The executive of the College now publicly expressed their conviction that there is no good reason against grouping in one institution the studies belonging to liberal culture, and systematic instruction in scientific and artistic principles and methods as applied to staple industries.
An event of hardly less importance in public estimation at this period was the purchase of a considerable fraction of the site upon which the handsome and extensive buildings of the University now stand. The decision to take this step was one of the most momentous departures in the history of the institution, and the writer well remembers how seriously and with what anxiety it was discussed by the small body which assembled in the office of the legal adviser to the College to confer with the Chairman of its Finance Committee on the subject. Mr. Francis Lupton, who at that period held the office, was an ideal custodian of its financial affairs. No man could be more prudent in their management: at the same time no one realized more fully that an ill-judged parsimony might be the worst form of economy, and that a timely expenditure might be the wisest investment. The two members of the Staff who were present at this interview, with the courage of faith and the enthusiasm of conviction, used their best endeavours to incline him to sanction what everybody who had knowledge of the financial condition of the institution could not but regard as a most onerous obligation. But in the end there was practical unanimity among those present as to the expediency and opportuneness of the step, and the event proved its wisdom.
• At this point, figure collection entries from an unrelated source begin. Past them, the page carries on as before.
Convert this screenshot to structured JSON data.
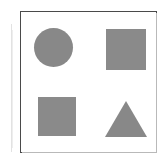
{
  "figure": {
    "background_color": "#ffffff",
    "frame": {
      "border_color": "#4a4a4a",
      "shadow_color": "#b9b9b9",
      "x": 20,
      "y": 11,
      "width": 137,
      "height": 142
    },
    "artifact": {
      "color": "#e2e2e2",
      "secondary_color": "#eeeeee"
    },
    "shape_fill_color": "#888888",
    "shapes": [
      {
        "name": "circle",
        "label": "Circle",
        "position": "top-left",
        "x": 34,
        "y": 28,
        "width": 39,
        "height": 39,
        "color": "#888888"
      },
      {
        "name": "square-top-right",
        "label": "Square",
        "position": "top-right",
        "x": 106,
        "y": 29,
        "width": 40,
        "height": 41,
        "color": "#8a8a8a"
      },
      {
        "name": "square-bottom-left",
        "label": "Square",
        "position": "bottom-left",
        "x": 38,
        "y": 97,
        "width": 38,
        "height": 39,
        "color": "#8a8a8a"
      },
      {
        "name": "triangle",
        "label": "Triangle",
        "position": "bottom-right",
        "apex_x": 126,
        "base_left_x": 105,
        "base_right_x": 147,
        "top_y": 101,
        "base_y": 137,
        "width": 42,
        "height": 36,
        "color": "#888888"
      }
    ]
  }
}
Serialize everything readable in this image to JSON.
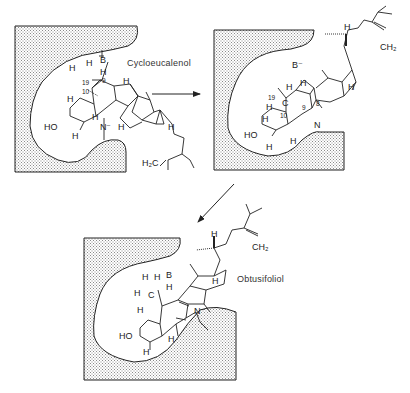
{
  "diagram": {
    "colors": {
      "stroke": "#222222",
      "stipple": "#9a9a9a",
      "background": "#ffffff"
    },
    "panels": [
      {
        "id": "cycloeucalenol",
        "compound_name": "Cycloeucalenol",
        "labels": {
          "base": "B",
          "base_h": "H",
          "h_top": "H",
          "h_left": "H",
          "pos19": "19",
          "pos9": "9",
          "pos10": "10",
          "h_ring_right": "H",
          "h_ringA_top": "H",
          "h_ringA_bottom": "H",
          "h_mid": "H",
          "hydroxyl": "HO",
          "nucleophile": "N⁻",
          "h_d_ring": "H",
          "h_side": "H",
          "methylene": "H₂C"
        }
      },
      {
        "id": "intermediate",
        "compound_name": "",
        "labels": {
          "base": "B⁻",
          "h_top": "H",
          "h_c19_top": "H",
          "pos19": "19",
          "carbon": "C",
          "h_c19_left": "H",
          "pos10": "10",
          "pos9": "9",
          "pos8": "8",
          "h_ringA_top": "H",
          "h_ringA_bottom": "H",
          "h_mid": "H",
          "hydroxyl": "HO",
          "nucleophile": "N",
          "h_side": "H",
          "h_d_ring": "H",
          "methylene": "CH₂"
        }
      },
      {
        "id": "obtusifoliol",
        "compound_name": "Obtusifoliol",
        "labels": {
          "base": "B",
          "base_h": "H",
          "h_c_top1": "H",
          "h_c_top2": "H",
          "h_c_left": "H",
          "carbon": "C",
          "h_ringA_top": "H",
          "h_ringA_bottom": "H",
          "h_mid": "H",
          "hydroxyl": "HO",
          "nucleophile": "N⁻",
          "h_side": "H",
          "h_d_ring": "H",
          "methylene": "CH₂"
        }
      }
    ],
    "arrows": [
      {
        "from": "cycloeucalenol",
        "to": "intermediate",
        "direction": "right"
      },
      {
        "from": "intermediate",
        "to": "obtusifoliol",
        "direction": "down-left"
      }
    ]
  }
}
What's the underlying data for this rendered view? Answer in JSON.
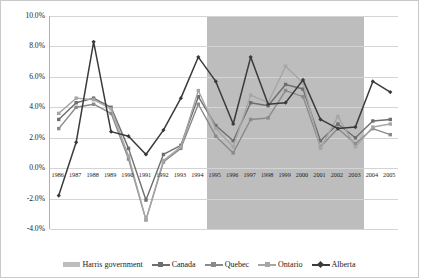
{
  "chart_data": {
    "type": "line",
    "title": "",
    "xlabel": "",
    "ylabel": "",
    "ylim": [
      -4.0,
      10.0
    ],
    "ytick_values": [
      10.0,
      8.0,
      6.0,
      4.0,
      2.0,
      0.0,
      -2.0,
      -4.0
    ],
    "ytick_labels": [
      "10.0%",
      "8.0%",
      "6.0%",
      "4.0%",
      "2.0%",
      "0.0%",
      "-2.0%",
      "-4.0%"
    ],
    "grid": true,
    "legend_position": "bottom",
    "categories": [
      "1986",
      "1987",
      "1988",
      "1989",
      "1990",
      "1991",
      "1992",
      "1993",
      "1994",
      "1995",
      "1996",
      "1997",
      "1998",
      "1999",
      "2000",
      "2001",
      "2002",
      "2003",
      "2004",
      "2005"
    ],
    "shaded_region": {
      "label": "Harris government",
      "start_category": "1995",
      "end_category": "2003",
      "color": "#bdbdbd"
    },
    "series": [
      {
        "name": "Canada",
        "color": "#6e6e6e",
        "marker": "square",
        "values": [
          3.2,
          4.3,
          4.6,
          4.0,
          1.3,
          -2.1,
          0.9,
          1.5,
          4.7,
          2.8,
          1.8,
          4.3,
          4.1,
          5.5,
          5.2,
          1.8,
          2.9,
          2.0,
          3.1,
          3.2
        ]
      },
      {
        "name": "Quebec",
        "color": "#8a8a8a",
        "marker": "square",
        "values": [
          2.6,
          4.0,
          4.2,
          3.6,
          0.6,
          -3.4,
          0.4,
          1.3,
          4.2,
          2.1,
          1.0,
          3.2,
          3.3,
          5.1,
          4.7,
          1.4,
          2.6,
          1.6,
          2.6,
          2.2
        ]
      },
      {
        "name": "Ontario",
        "color": "#a6a6a6",
        "marker": "square",
        "values": [
          3.6,
          4.6,
          4.5,
          3.9,
          0.8,
          -3.4,
          0.5,
          1.4,
          5.1,
          2.6,
          1.4,
          4.8,
          4.3,
          6.7,
          5.6,
          1.3,
          3.4,
          1.4,
          2.7,
          2.9
        ]
      },
      {
        "name": "Alberta",
        "color": "#3a3a3a",
        "marker": "diamond",
        "values": [
          -1.8,
          1.7,
          8.3,
          2.4,
          2.1,
          0.9,
          2.5,
          4.6,
          7.3,
          5.7,
          2.9,
          7.3,
          4.2,
          4.3,
          5.8,
          3.2,
          2.6,
          2.7,
          5.7,
          5.0
        ]
      }
    ],
    "legend": [
      {
        "name": "Harris government",
        "type": "area",
        "color": "#bdbdbd"
      },
      {
        "name": "Canada",
        "type": "line",
        "color": "#6e6e6e"
      },
      {
        "name": "Quebec",
        "type": "line",
        "color": "#8a8a8a"
      },
      {
        "name": "Ontario",
        "type": "line",
        "color": "#a6a6a6"
      },
      {
        "name": "Alberta",
        "type": "line",
        "color": "#3a3a3a"
      }
    ]
  }
}
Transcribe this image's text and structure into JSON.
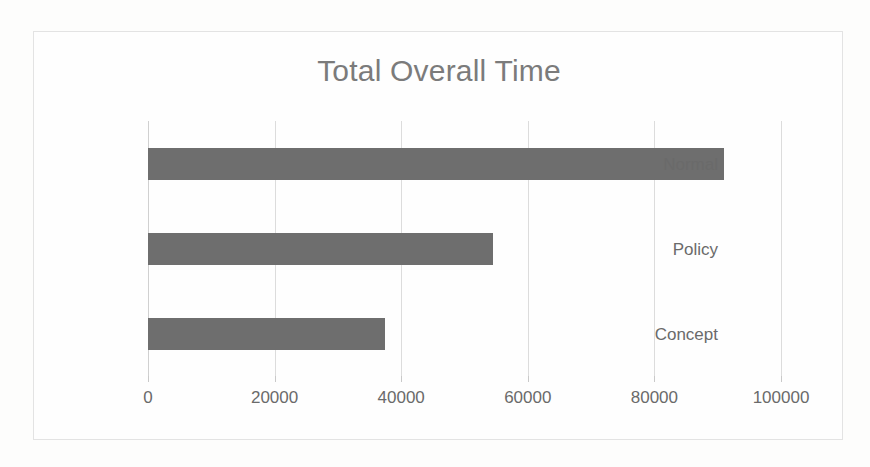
{
  "chart_data": {
    "type": "bar",
    "orientation": "horizontal",
    "title": "Total Overall Time",
    "xlabel": "",
    "ylabel": "",
    "categories": [
      "Normal",
      "Policy",
      "Concept"
    ],
    "values": [
      91000,
      54500,
      37500
    ],
    "series": [
      {
        "name": "Total Overall Time",
        "values": [
          91000,
          54500,
          37500
        ]
      }
    ],
    "xlim": [
      0,
      100000
    ],
    "xticks": [
      0,
      20000,
      40000,
      60000,
      80000,
      100000
    ],
    "xtick_labels": [
      "0",
      "20000",
      "40000",
      "60000",
      "80000",
      "100000"
    ],
    "grid": true,
    "grid_axis": "x",
    "legend": false,
    "legend_position": "none",
    "bar_color": "#6e6e6e",
    "title_color": "#7b7b7b",
    "axis_label_color": "#6a6a6a",
    "gridline_color": "#dcdcdc",
    "frame_color": "#e3e3e3",
    "background_color": "#fefefe"
  }
}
The foundation-stone of the new College buildings was laid on October 23, 1877, by the Archbishop of York. As architect the Council had secured the services of the late Mr. Alfred Waterhouse, R.A., whose experience and success in the erection of Owens College seemed to them the highest possible qualification. By the generosity of the Clothworkers’ Company, who had voted the sum of £10,000 for the purpose, the authorities were enabled to take in hand without further delay the buildings designed for the Textile Industries Department.
The publicity given to these proceedings greatly strengthened the position of the College in the county, and especially in the West Riding. These events were no doubt such as must have come naturally and in the fullness of time, but their advent at this particular juncture was possibly accelerated by the action of Owens College in seeking for university powers. This movement on the part of Manchester had already engaged the attention of the Council of the Yorkshire College and was watched by them with no little apprehension. They realized that it was certain to have an important bearing upon the question of higher education in Yorkshire, both directly and indirectly, and that the future of the Yorkshire College was intimately bound up with it. It was therefore all the more necessary to prove to the world that Yorkshire men, in their own interests, were very much in earnest about their young institution; that they were determined to secure for it the fullest possible freedom of development and to extend and consolidate its position, unhampered by limitations to which it might conceivably be subjected by the presence of a relatively rich and powerful university close to its own area.
In the next chapter we purpose to indicate briefly the steps which led immediately to the foundation of the new university in Manchester and to show how the action of the Yorkshire College resulted in modifying its Constitution as originally contemplated.